Does anyone have any idea what the "profitable wrinkle" is meant to have been? Or for that matter the "hydrodynamic modelling"?

Adrian said...

Sorry to be off topic, but I was over at Joe Romm's place earlier and noticed an admirable peculiarity that I thought the AGW-convinced might want to try.
There was a comment half way down a page of sensible comments that was made by an obvious troll (or at least someone who couldn't be bothered to check the validity of his own facts). Being number 37 of 59 comments I was looking for the easy and speedy refutation, but there was none.
Step back about 40 years and I remember my dad telling me to ignore the bullies at school as they would eventually get bored and just go away.
Is this a possible tactic to stop the noisier 'deniers'? Allow them to comment freely, but use some self-control and just refuse to engage them. After all, I have little doubt that a large number of them comment and argue the same old bullcrap just for shits and giggles.
Ignore them and they might just get bored and go away, leaving the blogosphere, and, ultimately, the MSM and even politicians to get on with the serious task at hand. They can hardly then complain about being 'censored' from 'warmist blogs', and the alternative "nobody seems to care about my rants" sounds so much more pathetic.
Any chance?

EliRabett said...

Adrian, to a large extent that is the practice at RR and it works. Usually there is a round or two of responses for the lurkers and then Eli and the crew just let them blather.

EliRabett said...

Chris, it's an explanation, not a refutation. The place to start is the figure above. If you blow it up, or go find the originals (one of the links is to the MBH figure), the red noise is much smaller than the observed proxy curve. NO ONE has ever been able to make the red noise curve any bigger. The argument, such as it is, that the original method of analysis used by Mann was subject to such a problem, as indeed it was, but

a) The effect is small compared to the signal
b) After you use a better method the signal remains, pretty much unchanged
c) If you randomly generate red noise records, you only get hockey sticks in very few of them, one of which McIntyre selected
d) If you want more information google "red noise McIntyre magnitude"
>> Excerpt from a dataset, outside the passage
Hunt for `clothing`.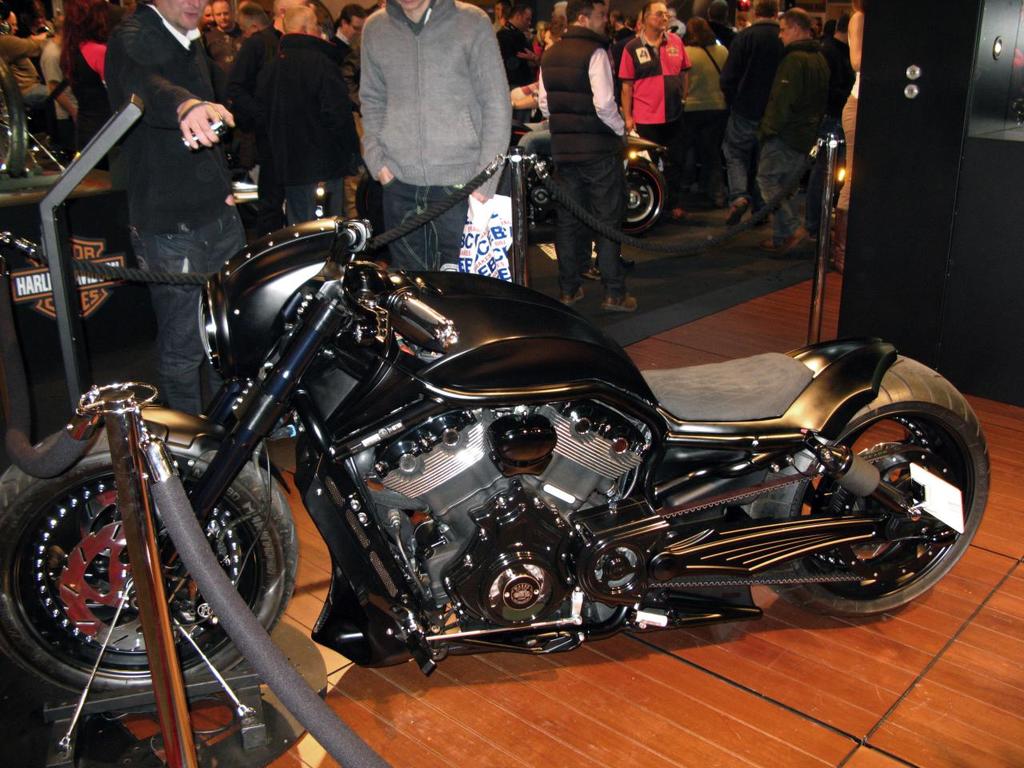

At point b McIntyre started trying to falsify the proxys, since the method was no longer a question, but the sheer number of different and different types of proxys showing the same effect of global warming in the past 150 years above anything that had been seen in a thousand years or so defeats him.

You should go to the Wikipedia for explanations of what red noise is, but suffice it to say that observationally, variation in climate parameters can be better understood as red noise rather than random noise, if, for no other reason, that the temperature today, or this month is not going to be anything like the temperature six months from now (in the opposite season), but it is going to be pretty close to yesterday's temperature

S2 said...

I loved his question 24:

"How can any of the sources you contacted be regarded as reliable, when not one of them contacted me to verify whether your characterization of my opinions or conclusions was fair and accurate before commenting thereupon, sometimes in the most uncomplimentary and academically unacceptable terms?"

But Abraham's sources were Monckton's sources ....

ChrisD said...

Eli, thank you for the explanation. That is very helpful.

carrot eater said...

Regarding the red noise: I haven't done the math myself, because I'm not a PCA bunny. But I thought you can get the weak hockey stick if you do PCA on a decentered sample with only one PC, but it goes away if you use another, and somebody who knows what they're doing would know to add another. Yes? No?

Speaking of letting them blather, I'm amused by how well the group at JA's ignores the very verbose visitor there.